Opinion: has doing nothing become a work of art?

A new art installation that gives gallery staff five weeks off work should prompt us all to reconsider the balance between work and life, writes Cathryn Newbery

Head down to Chisenhale Gallery in central London before 29 May and you’ll find no art on the walls, no phones ringing, no staff ready to greet you. Because its current installation, 5 weeks, 25 days, 175 hours, by German artist Maria Eichhorn, is a totally empty gallery, closed to the public for its duration.

Staff can do whatever they like during their break: there are no rules, no guidelines and no stipulation that they must report back at the end.

In the show’s notes, the exhibition is framed as “a consideration of how we assign value to time”. Is time only valuable when we are at work and being ‘productive’ (whatever that means), or can we still derive personal value from our activities outside of the workplace, it asks.

“The concept of free time and our striving for a mythic ‘work-life balance’ are worth consideration,”writes the Guardian’s art critic, Adrian Searle. “When working life is so precarious and borderless, frequently conducted on short-term or zero-hours contracts, and our social lives become ever-more instrumentalised in the service of it, balance goes out the window.”

Think of all that time you spend outside of work, keeping up with your personal development, networking or reading articles – let alone the hours in the car or shower mulling over things you’ve forgotten to do or crises you’re trying to solve. When was the last time you truly switched off? Has time truly ‘off’ work become a luxury that the modern-day professional simply cannot afford? And should we, the HR community, be doing more to lead by example?

Before they were sent home, Eichhorn interviewed gallery employees about their jobs – what they enjoy doing, how they keep on top of their workloads and how they hope to progress in the future – a mini appraisal, if you will. One modern bug-bear was singled out for particular criticism.

“Emails can be a tyranny… striking a balance between big-picture thinking and immediate tasks can be difficult,” said one member of staff. The good news for them is that no emails will pile up in their absence: all messages are being automatically deleted for the duration of the project.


Wherever the string "into" shows up in the data below, copy the whole line.
##########
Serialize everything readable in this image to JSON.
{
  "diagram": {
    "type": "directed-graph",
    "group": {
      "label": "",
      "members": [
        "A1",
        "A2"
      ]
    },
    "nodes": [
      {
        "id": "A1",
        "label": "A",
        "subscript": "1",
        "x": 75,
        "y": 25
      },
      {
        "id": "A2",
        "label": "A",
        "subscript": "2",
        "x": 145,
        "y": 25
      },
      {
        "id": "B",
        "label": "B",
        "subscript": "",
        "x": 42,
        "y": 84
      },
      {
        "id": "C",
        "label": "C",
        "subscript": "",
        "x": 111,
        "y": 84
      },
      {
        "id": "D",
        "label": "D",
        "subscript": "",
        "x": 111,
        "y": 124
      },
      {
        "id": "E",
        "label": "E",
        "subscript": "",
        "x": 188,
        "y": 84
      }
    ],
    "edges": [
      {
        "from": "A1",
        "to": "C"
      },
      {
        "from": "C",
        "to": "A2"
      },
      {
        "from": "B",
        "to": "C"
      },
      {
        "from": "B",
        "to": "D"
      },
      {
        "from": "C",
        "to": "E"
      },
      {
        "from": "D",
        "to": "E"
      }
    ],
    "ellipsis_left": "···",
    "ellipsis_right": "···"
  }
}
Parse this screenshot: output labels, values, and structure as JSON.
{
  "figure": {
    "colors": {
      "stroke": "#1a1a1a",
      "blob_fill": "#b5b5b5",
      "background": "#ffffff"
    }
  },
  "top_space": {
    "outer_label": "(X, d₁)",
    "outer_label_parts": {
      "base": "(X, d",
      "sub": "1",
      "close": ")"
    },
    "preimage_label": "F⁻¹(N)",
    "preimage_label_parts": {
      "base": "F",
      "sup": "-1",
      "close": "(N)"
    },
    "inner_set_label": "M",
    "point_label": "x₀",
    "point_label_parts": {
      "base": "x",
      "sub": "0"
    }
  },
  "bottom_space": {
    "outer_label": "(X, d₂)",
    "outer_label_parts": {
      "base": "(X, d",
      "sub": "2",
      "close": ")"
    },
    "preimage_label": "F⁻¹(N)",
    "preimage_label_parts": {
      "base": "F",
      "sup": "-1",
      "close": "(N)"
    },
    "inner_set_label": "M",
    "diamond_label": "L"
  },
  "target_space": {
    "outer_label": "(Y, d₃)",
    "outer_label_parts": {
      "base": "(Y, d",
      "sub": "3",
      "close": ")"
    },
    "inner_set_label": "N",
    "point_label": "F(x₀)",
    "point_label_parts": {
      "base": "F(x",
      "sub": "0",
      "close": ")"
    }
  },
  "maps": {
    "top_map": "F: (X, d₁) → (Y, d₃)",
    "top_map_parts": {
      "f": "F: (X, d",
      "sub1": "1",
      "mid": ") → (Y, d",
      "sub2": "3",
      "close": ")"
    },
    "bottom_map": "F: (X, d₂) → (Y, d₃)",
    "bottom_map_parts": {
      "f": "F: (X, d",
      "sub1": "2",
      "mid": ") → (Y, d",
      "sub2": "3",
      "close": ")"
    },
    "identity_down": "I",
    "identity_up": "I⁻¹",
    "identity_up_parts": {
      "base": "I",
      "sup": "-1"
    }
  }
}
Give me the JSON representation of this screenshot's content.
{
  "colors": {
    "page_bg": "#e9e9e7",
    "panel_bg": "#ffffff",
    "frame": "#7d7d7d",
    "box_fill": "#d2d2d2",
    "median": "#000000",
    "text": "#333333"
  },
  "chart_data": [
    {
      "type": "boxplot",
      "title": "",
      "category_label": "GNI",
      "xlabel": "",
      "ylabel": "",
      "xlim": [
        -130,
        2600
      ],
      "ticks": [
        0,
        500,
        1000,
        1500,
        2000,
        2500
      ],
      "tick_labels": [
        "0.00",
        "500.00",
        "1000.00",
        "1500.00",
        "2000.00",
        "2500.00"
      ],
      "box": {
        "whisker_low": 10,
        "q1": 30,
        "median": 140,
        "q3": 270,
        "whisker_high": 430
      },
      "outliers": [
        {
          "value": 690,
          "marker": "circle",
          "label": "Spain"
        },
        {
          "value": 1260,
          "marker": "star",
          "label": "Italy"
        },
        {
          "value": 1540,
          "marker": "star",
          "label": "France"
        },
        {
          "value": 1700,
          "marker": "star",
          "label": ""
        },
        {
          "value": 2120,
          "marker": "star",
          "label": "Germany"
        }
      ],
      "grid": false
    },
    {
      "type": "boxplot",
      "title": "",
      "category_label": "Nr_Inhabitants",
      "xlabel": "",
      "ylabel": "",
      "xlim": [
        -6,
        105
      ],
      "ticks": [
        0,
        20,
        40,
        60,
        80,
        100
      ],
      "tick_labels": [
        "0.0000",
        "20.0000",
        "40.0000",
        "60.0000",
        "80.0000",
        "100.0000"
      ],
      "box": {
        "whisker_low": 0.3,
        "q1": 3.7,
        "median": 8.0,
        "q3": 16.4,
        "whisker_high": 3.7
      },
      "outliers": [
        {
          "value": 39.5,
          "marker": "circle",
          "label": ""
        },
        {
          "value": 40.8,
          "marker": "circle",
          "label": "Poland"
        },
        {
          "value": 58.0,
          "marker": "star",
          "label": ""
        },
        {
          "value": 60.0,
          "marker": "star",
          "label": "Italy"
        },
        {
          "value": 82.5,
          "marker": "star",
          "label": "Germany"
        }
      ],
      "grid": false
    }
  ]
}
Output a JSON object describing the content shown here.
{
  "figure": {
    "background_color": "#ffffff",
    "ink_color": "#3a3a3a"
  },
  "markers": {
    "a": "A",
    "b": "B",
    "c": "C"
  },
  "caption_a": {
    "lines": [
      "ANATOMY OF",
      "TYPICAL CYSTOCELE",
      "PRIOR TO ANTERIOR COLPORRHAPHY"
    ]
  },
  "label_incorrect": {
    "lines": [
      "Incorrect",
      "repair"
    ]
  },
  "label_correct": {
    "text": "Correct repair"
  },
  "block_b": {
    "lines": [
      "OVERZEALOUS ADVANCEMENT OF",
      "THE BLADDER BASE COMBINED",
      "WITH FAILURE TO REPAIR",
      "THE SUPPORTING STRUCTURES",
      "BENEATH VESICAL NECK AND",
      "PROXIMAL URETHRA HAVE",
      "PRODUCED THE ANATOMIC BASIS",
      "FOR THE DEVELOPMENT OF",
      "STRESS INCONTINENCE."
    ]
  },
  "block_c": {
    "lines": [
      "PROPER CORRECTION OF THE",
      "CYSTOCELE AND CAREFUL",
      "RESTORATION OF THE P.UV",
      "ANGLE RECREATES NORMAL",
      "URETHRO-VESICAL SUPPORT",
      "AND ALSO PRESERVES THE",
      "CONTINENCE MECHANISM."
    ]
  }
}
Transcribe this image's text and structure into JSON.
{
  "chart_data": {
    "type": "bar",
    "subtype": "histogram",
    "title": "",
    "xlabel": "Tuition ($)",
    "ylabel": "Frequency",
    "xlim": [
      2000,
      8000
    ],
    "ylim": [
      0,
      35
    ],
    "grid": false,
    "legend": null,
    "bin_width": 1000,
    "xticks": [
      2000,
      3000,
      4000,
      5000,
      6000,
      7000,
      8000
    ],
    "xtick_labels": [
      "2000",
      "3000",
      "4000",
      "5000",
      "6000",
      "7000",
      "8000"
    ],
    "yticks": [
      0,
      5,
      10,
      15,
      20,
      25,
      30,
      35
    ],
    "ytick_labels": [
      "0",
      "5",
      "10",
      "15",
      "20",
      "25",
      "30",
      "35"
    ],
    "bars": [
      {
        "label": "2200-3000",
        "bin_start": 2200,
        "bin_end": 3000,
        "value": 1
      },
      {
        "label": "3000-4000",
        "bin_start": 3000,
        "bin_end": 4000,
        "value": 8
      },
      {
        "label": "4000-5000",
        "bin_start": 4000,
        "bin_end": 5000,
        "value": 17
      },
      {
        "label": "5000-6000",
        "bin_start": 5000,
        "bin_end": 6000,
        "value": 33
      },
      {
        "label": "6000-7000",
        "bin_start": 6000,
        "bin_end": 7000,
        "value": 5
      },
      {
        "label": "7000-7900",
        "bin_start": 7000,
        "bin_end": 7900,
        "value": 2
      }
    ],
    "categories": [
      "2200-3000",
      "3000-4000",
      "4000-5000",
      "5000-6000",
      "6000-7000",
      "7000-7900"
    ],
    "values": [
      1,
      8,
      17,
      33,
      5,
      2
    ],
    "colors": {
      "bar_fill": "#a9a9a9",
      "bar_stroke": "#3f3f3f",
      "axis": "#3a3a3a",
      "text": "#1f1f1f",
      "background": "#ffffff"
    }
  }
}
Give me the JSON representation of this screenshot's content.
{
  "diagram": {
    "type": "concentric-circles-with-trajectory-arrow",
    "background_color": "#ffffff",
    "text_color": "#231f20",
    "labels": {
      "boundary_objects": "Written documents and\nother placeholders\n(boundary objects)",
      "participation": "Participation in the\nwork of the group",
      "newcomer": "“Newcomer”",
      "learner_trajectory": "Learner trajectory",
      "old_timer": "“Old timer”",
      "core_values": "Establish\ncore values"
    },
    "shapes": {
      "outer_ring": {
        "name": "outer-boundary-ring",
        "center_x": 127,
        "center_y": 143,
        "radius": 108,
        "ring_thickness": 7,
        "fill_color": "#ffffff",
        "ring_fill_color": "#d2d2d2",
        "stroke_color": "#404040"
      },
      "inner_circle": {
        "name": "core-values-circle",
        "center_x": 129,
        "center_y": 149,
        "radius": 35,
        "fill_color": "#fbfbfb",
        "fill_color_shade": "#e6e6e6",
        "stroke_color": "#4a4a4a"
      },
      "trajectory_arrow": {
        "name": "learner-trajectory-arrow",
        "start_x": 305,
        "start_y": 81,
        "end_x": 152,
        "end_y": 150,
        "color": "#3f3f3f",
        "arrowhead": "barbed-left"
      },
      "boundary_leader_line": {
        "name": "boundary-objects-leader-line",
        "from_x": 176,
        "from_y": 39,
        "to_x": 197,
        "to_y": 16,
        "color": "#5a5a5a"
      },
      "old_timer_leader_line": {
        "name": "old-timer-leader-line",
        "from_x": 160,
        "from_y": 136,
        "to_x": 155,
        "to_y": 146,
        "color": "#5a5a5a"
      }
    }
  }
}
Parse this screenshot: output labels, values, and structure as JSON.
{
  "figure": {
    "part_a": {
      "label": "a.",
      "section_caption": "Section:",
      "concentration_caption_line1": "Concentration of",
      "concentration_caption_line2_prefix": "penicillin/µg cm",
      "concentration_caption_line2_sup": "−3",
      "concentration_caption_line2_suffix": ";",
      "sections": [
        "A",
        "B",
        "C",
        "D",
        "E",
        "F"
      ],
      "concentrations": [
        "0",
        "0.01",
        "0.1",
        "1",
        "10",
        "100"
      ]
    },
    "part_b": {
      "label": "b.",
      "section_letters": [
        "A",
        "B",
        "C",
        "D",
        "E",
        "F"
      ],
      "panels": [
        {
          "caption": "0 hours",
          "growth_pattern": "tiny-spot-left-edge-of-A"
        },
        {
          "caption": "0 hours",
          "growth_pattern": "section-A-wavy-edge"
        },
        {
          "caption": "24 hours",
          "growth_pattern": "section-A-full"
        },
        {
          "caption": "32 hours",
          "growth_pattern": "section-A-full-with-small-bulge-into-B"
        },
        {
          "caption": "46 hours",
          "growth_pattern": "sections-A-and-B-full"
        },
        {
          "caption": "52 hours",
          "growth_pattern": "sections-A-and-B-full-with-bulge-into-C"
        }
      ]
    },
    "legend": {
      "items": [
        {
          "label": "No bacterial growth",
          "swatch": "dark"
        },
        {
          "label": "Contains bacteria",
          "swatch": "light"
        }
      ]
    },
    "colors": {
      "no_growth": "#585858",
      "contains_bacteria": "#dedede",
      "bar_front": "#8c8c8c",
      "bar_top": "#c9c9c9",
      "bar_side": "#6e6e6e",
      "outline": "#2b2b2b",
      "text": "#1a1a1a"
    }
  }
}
##########
▸ **Result below**
Transcribe this image's text and structure into JSON.
          "growth_pattern": "section-A-full-with-small-bulge-into-B"
          "growth_pattern": "sections-A-and-B-full-with-bulge-into-C"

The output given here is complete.